We tried the high-fat, buttered coffee drink that's taken Silicon Valley by storm - here's the verdict
• Butter Coffee will roll out to nearly 400 Whole Foods stores nationwide in August.
• The drink taps into a Silicon Valley diet craze that has techies eating lots of fat.
"How do you take your coffee: with milk, sugar, or butter?"
You won't hear baristas asking that question in San Francisco coffee shops just yet - but a growing number of tech workers are drinking coffee with butter for a unique kind of jolt. They say the creamy blend gives them a boost in energy and productivity, among other perks.
Picnik, a specialty coffee retailer based in Austin, Texas, is capitalizing on the trend by introducing a bottled version of its "butter coffee" to Whole Foods stores nationwide, starting in August.

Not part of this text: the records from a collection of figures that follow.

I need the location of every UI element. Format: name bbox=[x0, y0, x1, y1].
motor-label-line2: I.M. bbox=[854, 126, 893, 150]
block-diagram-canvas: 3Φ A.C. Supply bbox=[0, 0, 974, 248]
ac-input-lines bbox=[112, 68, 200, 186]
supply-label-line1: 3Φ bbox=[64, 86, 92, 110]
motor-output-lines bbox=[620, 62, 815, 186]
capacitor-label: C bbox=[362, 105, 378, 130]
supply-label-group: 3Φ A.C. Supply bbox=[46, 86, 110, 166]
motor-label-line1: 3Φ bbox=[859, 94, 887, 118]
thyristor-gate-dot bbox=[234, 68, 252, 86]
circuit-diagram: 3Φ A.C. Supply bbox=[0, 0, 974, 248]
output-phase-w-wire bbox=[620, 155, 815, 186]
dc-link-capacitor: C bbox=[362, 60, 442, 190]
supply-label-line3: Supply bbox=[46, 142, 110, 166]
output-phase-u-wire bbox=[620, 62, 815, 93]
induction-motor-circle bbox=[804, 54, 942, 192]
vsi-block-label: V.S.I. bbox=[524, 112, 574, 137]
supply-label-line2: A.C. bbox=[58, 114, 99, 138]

The drink comes in three flavors: Mocha Latte, Cappuccino, and Dirty Chai.
In 2013, when Naomi Seifter, founder and CEO of Picnik, first started serving buttered coffee out of a shipping container she had converted into a coffee kiosk, she got a lot of questions.
"I had to stand behind the counter every day and say, 'I know this sounds scary and it seems super weird, but just give it a shot,'" Seifter told Business Insider.
For the first year, she gave free upgrades on black coffee so customers could try it. Back then, the coffee was blended with a Cadbury Egg-like truffle of butter. Over time, buttered coffee became a bestseller.
Seifter has since changed up the recipe to include whey protein, MCT oil (a high-fat concentrate derived from coconut oil), and grass-fed butter - no blender required.
"But how does it taste?"
First, I tried the most plain flavor: Cappuccino. It only has one gram of sugar.
It tasted like watered down coffee. I preferred my regular iced coffee.
A few days later, I tried the Mocha Latte - the sweetest flavor thanks to a dose of organic maple syrup. It has 21 grams of sugar, which makes it off-limits for anyone watching their sugar intake. The drink tasted more like Nesquik chocolate milk than coffee, and I downed a bottle in minutes. It was delicious. But I don't know that it made me any more alert or focused.
Some people working in Silicon Valley take their coffee with butter as a way to inject more fat into their diet. A recent diet craze, known as the ketogenic diet, has techies cutting carbs and filling up on fat as a way to improve focus and avoid sugar crashes. Studies suggest a high-fat diet may also promote weight loss, dull hunger, and stave off age-related diseases.
Picnik's iteration of buttered coffee might be more indulgence than weight-loss secret.
The science behind buttered coffee is spotty, and it has drawn public skepticism from doctors. There are no studies showing this combination of ingredients is safe, and eating too much saturated fat could present risks for people with elevated cholesterol levels.
There's also no evidence that a pat of butter in your coffee achieves the same effect as a diet made up of 80% healthy fats. A bottle of Picnik's flavored, buttered coffee contains 21 grams of sugar, which is nearly a day's allowance of carbohydrates on the ketogenic diet.
But for some, that's all right. I tried the keto diet for two months last spring and fending off cravings was the hardest part. A sugary drink that packs in the benefits of fat might be a worthwhile "cheat."
Picnik isn't the first to tap the buttered coffee market. Dave Asprey, a cloud computing executive turned biohacking guru, has built a multimillion-dollar empire around his ideas - the most famous of which is Bulletproof Coffee.
Made with grass-fed butter and a proprietary "Brain Octane" oil, Bulletproof Coffee claims to give drinkers a "mental edge," satiate hunger for hours, and promote weight loss. The company, which sells the Bulletproof ingredients online, said it sold 48 million "cups of coffee" in 2016.
Picnik's Butter Coffee arrives in nearly 400 Whole Foods stores in August. It sells for $4.99.